What Anguish Really Is. ☚
The experiments described above, and hundreds of similar ones conducted by SPAL show that an unbelievable number of English words, regardless of their usual meanings, can be substituted quite satisfactorily for others. When all the words in a given passage of English have been so replaced, the passage keeps its original meaning, but all the words have acquired new ones. A word that has received a new meaning has become a wart, and when all the words in the passage have become warts, the passage is no longer English; it’s Anguish.
Are There Any Good Reasons to Study Anguish? ☚
This is not an altogether silly question, and it deserves the prompt and unequivocal answer any Anguish Languish enthusiast will give it.
“Watcher mane, ardor rainy gut raisins toe sturdy anguish?” he will say, and will probably give you an impressive list of them which will certainly include the following:
1. Anguish is fun.
You and your friends can make a game out of learning Anguish, and you’ll have fun developing your own style and observing each other’s efforts. How to begin will be explained later.
2. Anguish Languish means verbal economy.
If words can be made to do double, triple, or even quadruple duty, it is obvious that we don’t need so many of them. Wouldn’t it be a comfort to know that, in the event of some unpredictable disaster wiping out half of our English vocabulary, we could, if we had learned Anguish, get along nicely with what we had left?[3]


• YOUR INSTRUCTIONS: Your task is to copy every line of the entries that contains "LANDLORD".

(Data about app and page elements)
------------------------------

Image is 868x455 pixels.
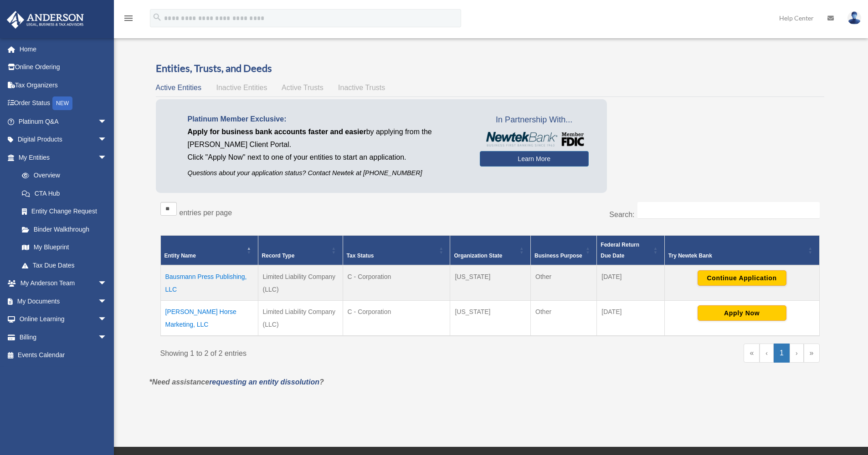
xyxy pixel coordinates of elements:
[160,343,483,360] div: Showing 1 to 2 of 2 entries
[597,235,664,266] th: Federal Return Due Date: Activate to sort
[609,210,634,219] label: Search:
[7,113,120,130] a: Platinum Q&Aarrow_drop_down
[7,347,120,364] a: Events Calendar
[535,252,582,259] span: Business Purpose
[258,301,343,336] td: Limited Liability Company (LLC)
[847,12,860,24] img: User Pic
[7,274,120,293] a: My Anderson Teamarrow_drop_down
[450,301,530,336] td: [US_STATE]
[7,76,120,94] a: Tax Organizers
[697,305,786,320] button: Apply Now
[98,310,116,329] span: arrow_drop_down
[597,301,664,336] td: [DATE]
[98,148,116,167] span: arrow_drop_down
[697,270,786,286] button: Continue Application
[188,167,466,179] p: Questions about your application status? Contact Newtek at [PHONE_NUMBER]
[98,292,116,310] span: arrow_drop_down
[530,235,597,266] th: Business Purpose: Activate to sort
[480,113,588,127] span: In Partnership With...
[743,343,759,362] a: First
[484,132,584,146] img: NewtekBankLogoSM.png
[258,235,343,266] th: Record Type: Activate to sort
[149,378,324,386] em: *Need assistance ?
[13,257,116,274] a: Tax Due Dates
[7,148,116,167] a: My Entitiesarrow_drop_down
[664,235,819,266] th: Try Newtek Bank : Activate to sort
[530,265,597,301] td: Other
[774,343,790,362] a: 1
[480,151,588,167] a: Learn More
[188,128,366,135] span: Apply for business bank accounts faster and easier
[188,125,466,151] p: by applying from the [PERSON_NAME] Client Portal.
[759,343,774,362] a: Previous
[216,84,267,92] span: Inactive Entities
[123,16,134,24] a: menu
[343,235,450,266] th: Tax Status: Activate to sort
[7,130,120,149] a: Digital Productsarrow_drop_down
[160,235,258,266] th: Entity Name: Activate to invert sorting
[668,251,805,262] div: Try Newtek Bank
[188,113,466,125] p: Platinum Member Exclusive:
[454,252,502,259] span: Organization State
[450,235,530,266] th: Organization State: Activate to sort
[7,328,120,347] a: Billingarrow_drop_down
[188,151,466,164] p: Click "Apply Now" next to one of your entities to start an application.
[790,343,803,362] a: Next
[98,130,116,149] span: arrow_drop_down
[13,184,116,203] a: CTA Hub
[7,310,120,329] a: Online Learningarrow_drop_down
[98,113,116,131] span: arrow_drop_down
[13,167,112,185] a: Overview
[13,220,116,238] a: Binder Walkthrough
[164,252,196,259] span: Entity Name
[258,265,343,301] td: Limited Liability Company (LLC)
[123,13,134,24] i: menu
[7,94,120,113] a: Order StatusNEW
[7,40,120,58] a: Home
[338,84,385,92] span: Inactive Trusts
[450,265,530,301] td: [US_STATE]
[597,265,664,301] td: [DATE]
[4,11,87,29] img: Anderson Advisors Platinum Portal
[347,252,374,259] span: Tax Status
[160,301,258,336] td: [PERSON_NAME] Horse Marketing, LLC
[52,97,72,110] div: NEW
[98,328,116,347] span: arrow_drop_down
[600,241,639,259] span: Federal Return Due Date
[803,343,819,362] a: Last
[13,203,116,220] a: Entity Change Request
[179,209,232,217] label: entries per page
[209,378,319,386] a: requesting an entity dissolution
[343,265,450,301] td: C - Corporation
[156,61,824,76] h3: Entities, Trusts, and Deeds
[7,292,120,310] a: My Documentsarrow_drop_down
[281,84,323,92] span: Active Trusts
[343,301,450,336] td: C - Corporation
[13,238,116,257] a: My Blueprint
[7,58,120,77] a: Online Ordering
[98,274,116,293] span: arrow_drop_down
[156,84,201,92] span: Active Entities
[152,13,162,23] i: search
[530,301,597,336] td: Other
[262,252,295,259] span: Record Type
[160,265,258,301] td: Bausmann Press Publishing, LLC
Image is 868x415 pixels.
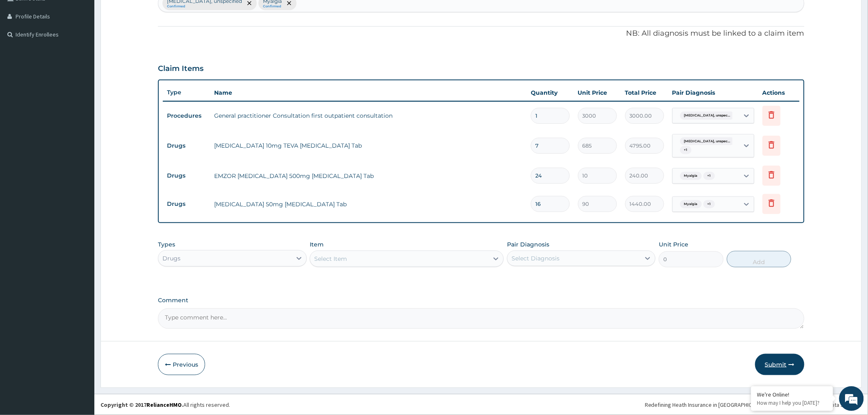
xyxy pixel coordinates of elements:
[43,46,138,57] div: Chat with us now
[158,28,804,39] p: NB: All diagnosis must be linked to a claim item
[703,171,714,180] span: + 1
[163,168,210,183] td: Drugs
[162,254,180,262] div: Drugs
[134,4,154,24] div: Minimize live chat window
[680,146,691,154] span: + 1
[163,108,210,123] td: Procedures
[658,240,688,248] label: Unit Price
[158,64,204,73] h3: Claim Items
[263,5,282,9] small: Confirmed
[310,240,324,248] label: Item
[158,354,205,375] button: Previous
[703,200,714,208] span: + 1
[574,85,621,101] th: Unit Price
[644,400,861,408] div: Redefining Heath Insurance in [GEOGRAPHIC_DATA] using Telemedicine and Data Science!
[621,85,668,101] th: Total Price
[163,196,210,212] td: Drugs
[4,224,156,252] textarea: Type your message and hit 'Enter'
[507,240,549,248] label: Pair Diagnosis
[668,85,758,101] th: Pair Diagnosis
[210,196,527,212] td: [MEDICAL_DATA] 50mg [MEDICAL_DATA] Tab
[47,103,114,186] span: We're online!
[680,137,734,145] span: [MEDICAL_DATA], unspec...
[757,399,827,406] p: How may I help you today?
[758,85,799,101] th: Actions
[757,390,827,398] div: We're Online!
[163,85,210,100] th: Type
[100,401,184,408] strong: Copyright © 2017 .
[210,167,527,184] td: EMZOR [MEDICAL_DATA] 500mg [MEDICAL_DATA] Tab
[94,394,868,415] footer: All rights reserved.
[163,138,210,153] td: Drugs
[15,41,33,61] img: d_794563401_company_1708531726252_794563401
[146,401,182,408] a: RelianceHMO
[210,107,527,123] td: General practitioner Consultation first outpatient consultation
[511,254,560,262] div: Select Diagnosis
[680,111,734,119] span: [MEDICAL_DATA], unspec...
[680,200,702,208] span: Myalgia
[314,254,347,263] div: Select Item
[158,241,175,248] label: Types
[680,171,702,180] span: Myalgia
[755,354,804,375] button: Submit
[527,85,574,101] th: Quantity
[158,297,804,304] label: Comment
[726,251,791,267] button: Add
[210,137,527,153] td: [MEDICAL_DATA] 10mg TEVA [MEDICAL_DATA] Tab
[210,85,527,101] th: Name
[167,5,242,9] small: Confirmed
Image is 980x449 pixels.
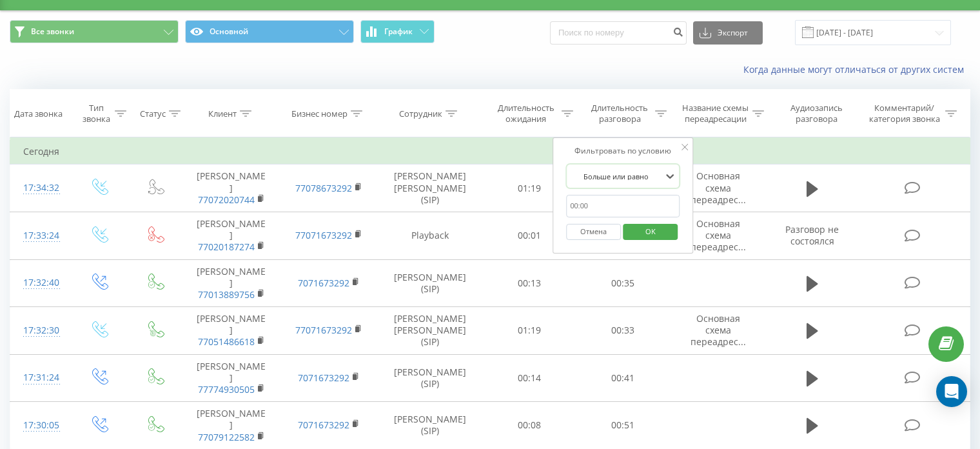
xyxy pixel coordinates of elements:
[779,102,854,124] div: Аудиозапись разговора
[14,109,63,119] div: Дата звонка
[936,376,967,407] div: Open Intercom Messenger
[298,372,349,384] a: 7071673292
[693,21,763,44] button: Экспорт
[691,170,746,205] span: Основная схема переадрес...
[682,102,749,124] div: Название схемы переадресации
[23,223,58,248] div: 17:33:24
[296,229,352,241] a: 77071673292
[23,175,58,201] div: 17:34:32
[198,194,254,206] a: 77072020744
[744,63,970,76] a: Когда данные могут отличаться от других систем
[296,182,352,194] a: 77078673292
[361,20,435,43] button: График
[82,102,111,124] div: Тип звонка
[183,165,280,213] td: [PERSON_NAME]
[483,212,576,260] td: 00:01
[377,212,483,260] td: Playback
[691,217,746,253] span: Основная схема переадрес...
[377,307,483,355] td: [PERSON_NAME] [PERSON_NAME] (SIP)
[566,144,679,157] div: Фильтровать по условию
[198,241,254,253] a: 77020187274
[23,413,58,438] div: 17:30:05
[866,102,942,124] div: Комментарий/категория звонка
[183,212,280,260] td: [PERSON_NAME]
[10,20,179,43] button: Все звонки
[185,20,354,43] button: Основной
[31,26,74,37] span: Все звонки
[183,307,280,355] td: [PERSON_NAME]
[377,260,483,307] td: [PERSON_NAME] (SIP)
[198,431,254,443] a: 77079122582
[292,109,348,119] div: Бизнес номер
[576,307,670,355] td: 00:33
[11,138,970,165] td: Сегодня
[208,109,236,119] div: Клиент
[623,224,678,240] button: OK
[198,288,254,301] a: 77013889756
[576,260,670,307] td: 00:35
[198,383,254,395] a: 77774930505
[483,307,576,355] td: 01:19
[377,354,483,402] td: [PERSON_NAME] (SIP)
[691,312,746,348] span: Основная схема переадрес...
[183,354,280,402] td: [PERSON_NAME]
[786,223,839,247] span: Разговор не состоялся
[483,260,576,307] td: 00:13
[377,165,483,213] td: [PERSON_NAME] [PERSON_NAME] (SIP)
[23,270,58,296] div: 17:32:40
[23,318,58,344] div: 17:32:30
[632,222,669,241] span: OK
[550,21,687,44] input: Поиск по номеру
[385,27,413,36] span: График
[298,277,349,289] a: 7071673292
[183,260,280,307] td: [PERSON_NAME]
[399,109,442,119] div: Сотрудник
[576,354,670,402] td: 00:41
[566,194,679,217] input: 00:00
[483,354,576,402] td: 00:14
[298,419,349,431] a: 7071673292
[198,335,254,348] a: 77051486618
[566,224,621,240] button: Отмена
[494,102,558,124] div: Длительность ожидания
[588,102,652,124] div: Длительность разговора
[23,365,58,391] div: 17:31:24
[140,109,166,119] div: Статус
[296,324,352,336] a: 77071673292
[483,165,576,213] td: 01:19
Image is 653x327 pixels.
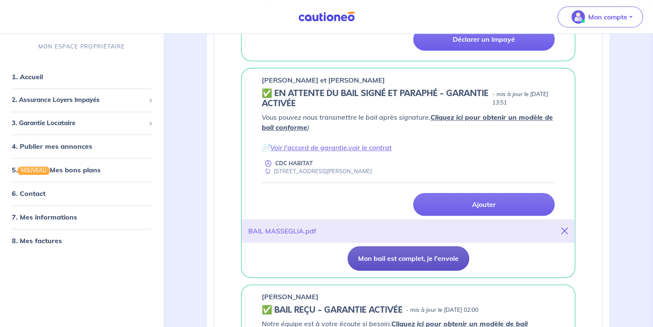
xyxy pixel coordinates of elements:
div: state: CONTRACT-SIGNED, Context: IN-LANDLORD,IS-GL-CAUTION-IN-LANDLORD [262,88,555,109]
div: 5.NOUVEAUMes bons plans [3,162,160,178]
a: Cliquez ici pour obtenir un modèle de bail conforme [262,113,553,131]
a: 1. Accueil [12,73,43,81]
i: close-button-title [561,227,568,234]
p: CDC HABITAT [275,159,313,167]
p: Déclarer un impayé [453,35,515,43]
div: 7. Mes informations [3,209,160,226]
a: Voir l'accord de garantie [270,143,347,152]
p: [PERSON_NAME] et [PERSON_NAME] [262,75,385,85]
a: 4. Publier mes annonces [12,142,92,151]
div: 2. Assurance Loyers Impayés [3,92,160,109]
a: 8. Mes factures [12,237,62,245]
a: 7. Mes informations [12,213,77,221]
div: 6. Contact [3,185,160,202]
em: 📄 , [262,143,392,152]
a: Déclarer un impayé [413,28,555,51]
em: Vous pouvez nous transmettre le bail après signature. ) [262,113,553,131]
h5: ✅️️️ EN ATTENTE DU BAIL SIGNÉ ET PARAPHÉ - GARANTIE ACTIVÉE [262,88,489,109]
div: 3. Garantie Locataire [3,115,160,131]
div: state: CONTRACT-VALIDATED, Context: IN-LANDLORD,IS-GL-CAUTION-IN-LANDLORD [262,305,555,315]
a: voir le contrat [348,143,392,152]
a: 6. Contact [12,189,45,198]
img: Cautioneo [295,11,358,22]
p: Ajouter [472,200,496,208]
div: 1. Accueil [3,69,160,85]
a: 5.NOUVEAUMes bons plans [12,166,101,174]
a: Ajouter [413,193,555,215]
span: 2. Assurance Loyers Impayés [12,96,145,105]
button: Mon bail est complet, je l'envoie [348,246,469,270]
img: illu_account_valid_menu.svg [572,10,585,24]
div: [STREET_ADDRESS][PERSON_NAME] [262,167,372,175]
p: - mis à jour le [DATE] 02:00 [406,306,479,314]
p: MON ESPACE PROPRIÉTAIRE [38,43,125,51]
div: 8. Mes factures [3,232,160,249]
div: BAIL MASSEGLIA.pdf [248,226,316,236]
div: 4. Publier mes annonces [3,138,160,155]
button: illu_account_valid_menu.svgMon compte [558,6,643,27]
p: Mon compte [588,12,627,22]
span: 3. Garantie Locataire [12,118,145,128]
p: - mis à jour le [DATE] 13:51 [492,90,555,107]
h5: ✅ BAIL REÇU - GARANTIE ACTIVÉE [262,305,403,315]
p: [PERSON_NAME] [262,291,319,301]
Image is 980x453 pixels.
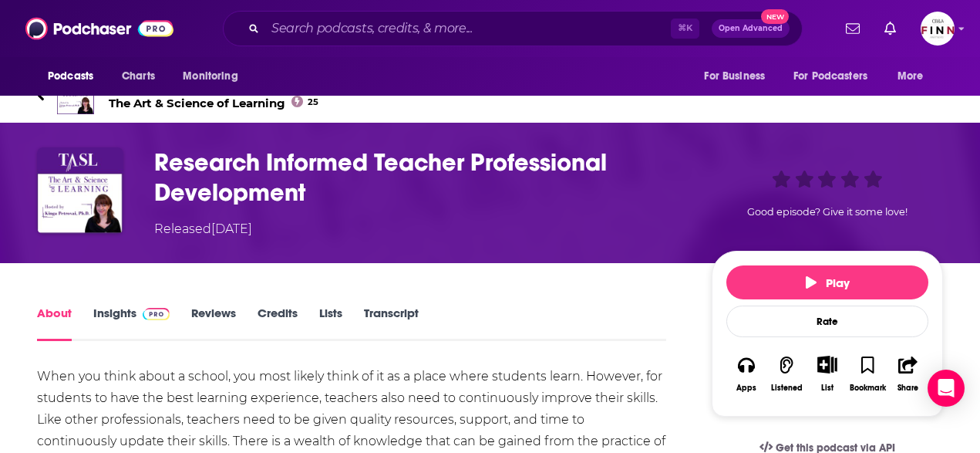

------------------------------

• EXERCISE RESPONSE:
div: state: CONTRACT-SIGNED, Context: IN-LANDLORD,IS-GL-CAUTION-IN-LANDLORD [262,88,555,109]
div: state: CONTRACT-VALIDATED, Context: IN-LANDLORD,IS-GL-CAUTION-IN-LANDLORD [262,305,555,315]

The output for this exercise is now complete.